Marquette Regional History Center will host Houghton hockey history talk
Hockey may be Canada’s national game, but the first professional hockey league in the world began in the city of Houghton. If that tickles your fancy, there’s plenty more to learn about how the sport started, thanks to a professor in the area.
Michigan Tech professor Bill Sproule has been teaching a hockey history class for more than ten years. The Marquette Regional History Center will host him on Wednesday night for a presentation called ‘Houghton: the Birthplace of Professional Hockey’.
Sproule says the father of professional hockey was Doc Gibson, who was suspended from the Ontario Hockey Association in the late 1800s for being paid to play the sport. Gibson made his way to the Copper Country and came up with an idea.
“And Gibson said, ‘I can recruit a few of my other colleagues from Canada’, and they said, ‘let’s pay players to play hockey’,” Sproule said. “So, in 1903, that was the first professional hockey team, and then the following summer, they set up the first professional hockey league where all the players were paid to play hockey.”
Sproule added that much has changed since then, from rules to roster sizes.
“The equipment was, naturally, quite different,” he said. “Goalies were not allowed to go down to make a save. Goalies had to remain standing. If they went down, they got a penalty.”
The International Hockey League was the first professional hockey league ever formed, and in its brief three-year run, it featured teams from Houghton, Calumet and even Pittsburgh, among other cities. Sproule says Houghton clearly has a strong historical impact on hockey.
“Well, I think it’s just nice to say you’re the first at anything, and it has really raised the awareness of hockey and the hockey history,” Sproule said.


#### [YOUR OBJECTIVE]
Give back every entry exactly as it is written, but not the pictures.

(Items listed in a dataset)

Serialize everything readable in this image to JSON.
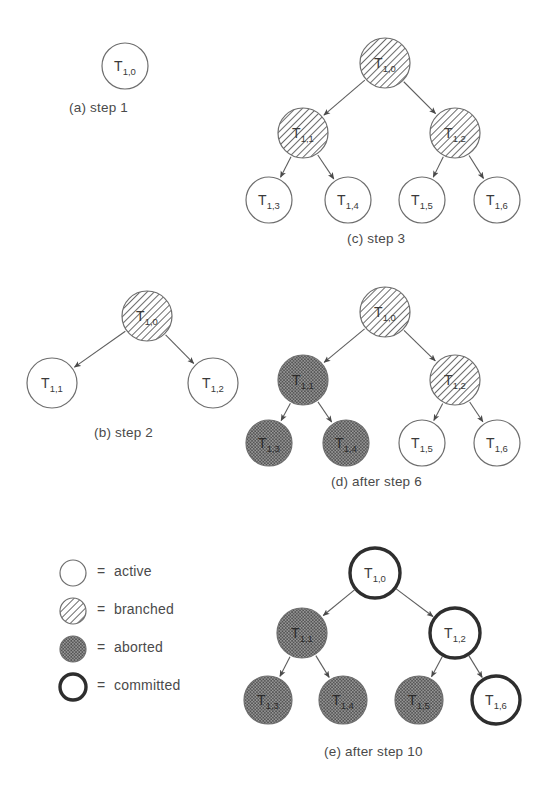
{
  "figure": {
    "background": "#ffffff",
    "ink": "#5a5a5a",
    "ink_strong": "#333333"
  },
  "styles": {
    "active": {
      "name": "active",
      "fill": "#ffffff",
      "stroke": "#6e6e6e",
      "stroke_width": 1.2,
      "pattern": "none"
    },
    "branched": {
      "name": "branched",
      "fill": "#ffffff",
      "stroke": "#6e6e6e",
      "stroke_width": 1.2,
      "pattern": "diagonal-hatch"
    },
    "aborted": {
      "name": "aborted",
      "fill": "#8e8e8e",
      "stroke": "#6e6e6e",
      "stroke_width": 1.2,
      "pattern": "dot-grid"
    },
    "committed": {
      "name": "committed",
      "fill": "#ffffff",
      "stroke": "#2e2e2e",
      "stroke_width": 3.4,
      "pattern": "none"
    }
  },
  "legend": {
    "equals": "=",
    "items": [
      {
        "swatch": "active",
        "label": "active"
      },
      {
        "swatch": "branched",
        "label": "branched"
      },
      {
        "swatch": "aborted",
        "label": "aborted"
      },
      {
        "swatch": "committed",
        "label": "committed"
      }
    ]
  },
  "panels": [
    {
      "id": "a",
      "caption": "(a) step 1",
      "caption_x": 69,
      "caption_y": 100,
      "nodes": [
        {
          "id": "n0",
          "label": "T",
          "sub": "1,0",
          "state": "active",
          "cx": 125,
          "cy": 66,
          "r": 23
        }
      ],
      "edges": []
    },
    {
      "id": "b",
      "caption": "(b) step 2",
      "caption_x": 94,
      "caption_y": 425,
      "nodes": [
        {
          "id": "n0",
          "label": "T",
          "sub": "1,0",
          "state": "branched",
          "cx": 147,
          "cy": 316,
          "r": 25
        },
        {
          "id": "n1",
          "label": "T",
          "sub": "1,1",
          "state": "active",
          "cx": 52,
          "cy": 383,
          "r": 25
        },
        {
          "id": "n2",
          "label": "T",
          "sub": "1,2",
          "state": "active",
          "cx": 213,
          "cy": 383,
          "r": 25
        }
      ],
      "edges": [
        {
          "from": "n0",
          "to": "n1"
        },
        {
          "from": "n0",
          "to": "n2"
        }
      ]
    },
    {
      "id": "c",
      "caption": "(c) step 3",
      "caption_x": 347,
      "caption_y": 231,
      "nodes": [
        {
          "id": "n0",
          "label": "T",
          "sub": "1,0",
          "state": "branched",
          "cx": 385,
          "cy": 63,
          "r": 25
        },
        {
          "id": "n1",
          "label": "T",
          "sub": "1,1",
          "state": "branched",
          "cx": 303,
          "cy": 133,
          "r": 25
        },
        {
          "id": "n2",
          "label": "T",
          "sub": "1,2",
          "state": "branched",
          "cx": 455,
          "cy": 133,
          "r": 25
        },
        {
          "id": "n3",
          "label": "T",
          "sub": "1,3",
          "state": "active",
          "cx": 269,
          "cy": 200,
          "r": 23
        },
        {
          "id": "n4",
          "label": "T",
          "sub": "1,4",
          "state": "active",
          "cx": 348,
          "cy": 200,
          "r": 23
        },
        {
          "id": "n5",
          "label": "T",
          "sub": "1,5",
          "state": "active",
          "cx": 422,
          "cy": 200,
          "r": 23
        },
        {
          "id": "n6",
          "label": "T",
          "sub": "1,6",
          "state": "active",
          "cx": 497,
          "cy": 200,
          "r": 23
        }
      ],
      "edges": [
        {
          "from": "n0",
          "to": "n1"
        },
        {
          "from": "n0",
          "to": "n2"
        },
        {
          "from": "n1",
          "to": "n3"
        },
        {
          "from": "n1",
          "to": "n4"
        },
        {
          "from": "n2",
          "to": "n5"
        },
        {
          "from": "n2",
          "to": "n6"
        }
      ]
    },
    {
      "id": "d",
      "caption": "(d) after step 6",
      "caption_x": 331,
      "caption_y": 474,
      "nodes": [
        {
          "id": "n0",
          "label": "T",
          "sub": "1,0",
          "state": "branched",
          "cx": 385,
          "cy": 312,
          "r": 25
        },
        {
          "id": "n1",
          "label": "T",
          "sub": "1,1",
          "state": "aborted",
          "cx": 303,
          "cy": 380,
          "r": 25
        },
        {
          "id": "n2",
          "label": "T",
          "sub": "1,2",
          "state": "branched",
          "cx": 455,
          "cy": 380,
          "r": 25
        },
        {
          "id": "n3",
          "label": "T",
          "sub": "1,3",
          "state": "aborted",
          "cx": 269,
          "cy": 443,
          "r": 23
        },
        {
          "id": "n4",
          "label": "T",
          "sub": "1,4",
          "state": "aborted",
          "cx": 346,
          "cy": 443,
          "r": 23
        },
        {
          "id": "n5",
          "label": "T",
          "sub": "1,5",
          "state": "active",
          "cx": 422,
          "cy": 443,
          "r": 23
        },
        {
          "id": "n6",
          "label": "T",
          "sub": "1,6",
          "state": "active",
          "cx": 497,
          "cy": 443,
          "r": 23
        }
      ],
      "edges": [
        {
          "from": "n0",
          "to": "n1"
        },
        {
          "from": "n0",
          "to": "n2"
        },
        {
          "from": "n1",
          "to": "n3"
        },
        {
          "from": "n1",
          "to": "n4"
        },
        {
          "from": "n2",
          "to": "n5"
        },
        {
          "from": "n2",
          "to": "n6"
        }
      ]
    },
    {
      "id": "e",
      "caption": "(e) after step 10",
      "caption_x": 324,
      "caption_y": 744,
      "nodes": [
        {
          "id": "n0",
          "label": "T",
          "sub": "1,0",
          "state": "committed",
          "cx": 375,
          "cy": 573,
          "r": 25
        },
        {
          "id": "n1",
          "label": "T",
          "sub": "1,1",
          "state": "aborted",
          "cx": 302,
          "cy": 633,
          "r": 25
        },
        {
          "id": "n2",
          "label": "T",
          "sub": "1,2",
          "state": "committed",
          "cx": 455,
          "cy": 633,
          "r": 25
        },
        {
          "id": "n3",
          "label": "T",
          "sub": "1,3",
          "state": "aborted",
          "cx": 268,
          "cy": 700,
          "r": 24
        },
        {
          "id": "n4",
          "label": "T",
          "sub": "1,4",
          "state": "aborted",
          "cx": 343,
          "cy": 700,
          "r": 24
        },
        {
          "id": "n5",
          "label": "T",
          "sub": "1,5",
          "state": "aborted",
          "cx": 419,
          "cy": 700,
          "r": 24
        },
        {
          "id": "n6",
          "label": "T",
          "sub": "1,6",
          "state": "committed",
          "cx": 496,
          "cy": 700,
          "r": 24
        }
      ],
      "edges": [
        {
          "from": "n0",
          "to": "n1"
        },
        {
          "from": "n0",
          "to": "n2"
        },
        {
          "from": "n1",
          "to": "n3"
        },
        {
          "from": "n1",
          "to": "n4"
        },
        {
          "from": "n2",
          "to": "n5"
        },
        {
          "from": "n2",
          "to": "n6"
        }
      ]
    }
  ],
  "legend_layout": {
    "swatch_cx": 73,
    "swatch_r": 13,
    "rows_y": [
      573,
      611,
      649,
      687
    ],
    "equals_x": 97,
    "label_x": 114
  }
}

#### [RESPONSE]
Serialize everything readable in this image to JSON.
{
  "figure": {
    "background": "#ffffff",
    "ink": "#5a5a5a",
    "ink_strong": "#333333"
  },
  "styles": {
    "active": {
      "name": "active",
      "fill": "#ffffff",
      "stroke": "#6e6e6e",
      "stroke_width": 1.2,
      "pattern": "none"
    },
    "branched": {
      "name": "branched",
      "fill": "#ffffff",
      "stroke": "#6e6e6e",
      "stroke_width": 1.2,
      "pattern": "diagonal-hatch"
    },
    "aborted": {
      "name": "aborted",
      "fill": "#8e8e8e",
      "stroke": "#6e6e6e",
      "stroke_width": 1.2,
      "pattern": "dot-grid"
    },
    "committed": {
      "name": "committed",
      "fill": "#ffffff",
      "stroke": "#2e2e2e",
      "stroke_width": 3.4,
      "pattern": "none"
    }
  },
  "legend": {
    "equals": "=",
    "items": [
      {
        "swatch": "active",
        "label": "active"
      },
      {
        "swatch": "branched",
        "label": "branched"
      },
      {
        "swatch": "aborted",
        "label": "aborted"
      },
      {
        "swatch": "committed",
        "label": "committed"
      }
    ]
  },
  "panels": [
    {
      "id": "a",
      "caption": "(a) step 1",
      "caption_x": 69,
      "caption_y": 100,
      "nodes": [
        {
          "id": "n0",
          "label": "T",
          "sub": "1,0",
          "state": "active",
          "cx": 125,
          "cy": 66,
          "r": 23
        }
      ],
      "edges": []
    },
    {
      "id": "b",
      "caption": "(b) step 2",
      "caption_x": 94,
      "caption_y": 425,
      "nodes": [
        {
          "id": "n0",
          "label": "T",
          "sub": "1,0",
          "state": "branched",
          "cx": 147,
          "cy": 316,
          "r": 25
        },
        {
          "id": "n1",
          "label": "T",
          "sub": "1,1",
          "state": "active",
          "cx": 52,
          "cy": 383,
          "r": 25
        },
        {
          "id": "n2",
          "label": "T",
          "sub": "1,2",
          "state": "active",
          "cx": 213,
          "cy": 383,
          "r": 25
        }
      ],
      "edges": [
        {
          "from": "n0",
          "to": "n1"
        },
        {
          "from": "n0",
          "to": "n2"
        }
      ]
    },
    {
      "id": "c",
      "caption": "(c) step 3",
      "caption_x": 347,
      "caption_y": 231,
      "nodes": [
        {
          "id": "n0",
          "label": "T",
          "sub": "1,0",
          "state": "branched",
          "cx": 385,
          "cy": 63,
          "r": 25
        },
        {
          "id": "n1",
          "label": "T",
          "sub": "1,1",
          "state": "branched",
          "cx": 303,
          "cy": 133,
          "r": 25
        },
        {
          "id": "n2",
          "label": "T",
          "sub": "1,2",
          "state": "branched",
          "cx": 455,
          "cy": 133,
          "r": 25
        },
        {
          "id": "n3",
          "label": "T",
          "sub": "1,3",
          "state": "active",
          "cx": 269,
          "cy": 200,
          "r": 23
        },
        {
          "id": "n4",
          "label": "T",
          "sub": "1,4",
          "state": "active",
          "cx": 348,
          "cy": 200,
          "r": 23
        },
        {
          "id": "n5",
          "label": "T",
          "sub": "1,5",
          "state": "active",
          "cx": 422,
          "cy": 200,
          "r": 23
        },
        {
          "id": "n6",
          "label": "T",
          "sub": "1,6",
          "state": "active",
          "cx": 497,
          "cy": 200,
          "r": 23
        }
      ],
      "edges": [
        {
          "from": "n0",
          "to": "n1"
        },
        {
          "from": "n0",
          "to": "n2"
        },
        {
          "from": "n1",
          "to": "n3"
        },
        {
          "from": "n1",
          "to": "n4"
        },
        {
          "from": "n2",
          "to": "n5"
        },
        {
          "from": "n2",
          "to": "n6"
        }
      ]
    },
    {
      "id": "d",
      "caption": "(d) after step 6",
      "caption_x": 331,
      "caption_y": 474,
      "nodes": [
        {
          "id": "n0",
          "label": "T",
          "sub": "1,0",
          "state": "branched",
          "cx": 385,
          "cy": 312,
          "r": 25
        },
        {
          "id": "n1",
          "label": "T",
          "sub": "1,1",
          "state": "aborted",
          "cx": 303,
          "cy": 380,
          "r": 25
        },
        {
          "id": "n2",
          "label": "T",
          "sub": "1,2",
          "state": "branched",
          "cx": 455,
          "cy": 380,
          "r": 25
        },
        {
          "id": "n3",
          "label": "T",
          "sub": "1,3",
          "state": "aborted",
          "cx": 269,
          "cy": 443,
          "r": 23
        },
        {
          "id": "n4",
          "label": "T",
          "sub": "1,4",
          "state": "aborted",
          "cx": 346,
          "cy": 443,
          "r": 23
        },
        {
          "id": "n5",
          "label": "T",
          "sub": "1,5",
          "state": "active",
          "cx": 422,
          "cy": 443,
          "r": 23
        },
        {
          "id": "n6",
          "label": "T",
          "sub": "1,6",
          "state": "active",
          "cx": 497,
          "cy": 443,
          "r": 23
        }
      ],
      "edges": [
        {
          "from": "n0",
          "to": "n1"
        },
        {
          "from": "n0",
          "to": "n2"
        },
        {
          "from": "n1",
          "to": "n3"
        },
        {
          "from": "n1",
          "to": "n4"
        },
        {
          "from": "n2",
          "to": "n5"
        },
        {
          "from": "n2",
          "to": "n6"
        }
      ]
    },
    {
      "id": "e",
      "caption": "(e) after step 10",
      "caption_x": 324,
      "caption_y": 744,
      "nodes": [
        {
          "id": "n0",
          "label": "T",
          "sub": "1,0",
          "state": "committed",
          "cx": 375,
          "cy": 573,
          "r": 25
        },
        {
          "id": "n1",
          "label": "T",
          "sub": "1,1",
          "state": "aborted",
          "cx": 302,
          "cy": 633,
          "r": 25
        },
        {
          "id": "n2",
          "label": "T",
          "sub": "1,2",
          "state": "committed",
          "cx": 455,
          "cy": 633,
          "r": 25
        },
        {
          "id": "n3",
          "label": "T",
          "sub": "1,3",
          "state": "aborted",
          "cx": 268,
          "cy": 700,
          "r": 24
        },
        {
          "id": "n4",
          "label": "T",
          "sub": "1,4",
          "state": "aborted",
          "cx": 343,
          "cy": 700,
          "r": 24
        },
        {
          "id": "n5",
          "label": "T",
          "sub": "1,5",
          "state": "aborted",
          "cx": 419,
          "cy": 700,
          "r": 24
        },
        {
          "id": "n6",
          "label": "T",
          "sub": "1,6",
          "state": "committed",
          "cx": 496,
          "cy": 700,
          "r": 24
        }
      ],
      "edges": [
        {
          "from": "n0",
          "to": "n1"
        },
        {
          "from": "n0",
          "to": "n2"
        },
        {
          "from": "n1",
          "to": "n3"
        },
        {
          "from": "n1",
          "to": "n4"
        },
        {
          "from": "n2",
          "to": "n5"
        },
        {
          "from": "n2",
          "to": "n6"
        }
      ]
    }
  ],
  "legend_layout": {
    "swatch_cx": 73,
    "swatch_r": 13,
    "rows_y": [
      573,
      611,
      649,
      687
    ],
    "equals_x": 97,
    "label_x": 114
  }
}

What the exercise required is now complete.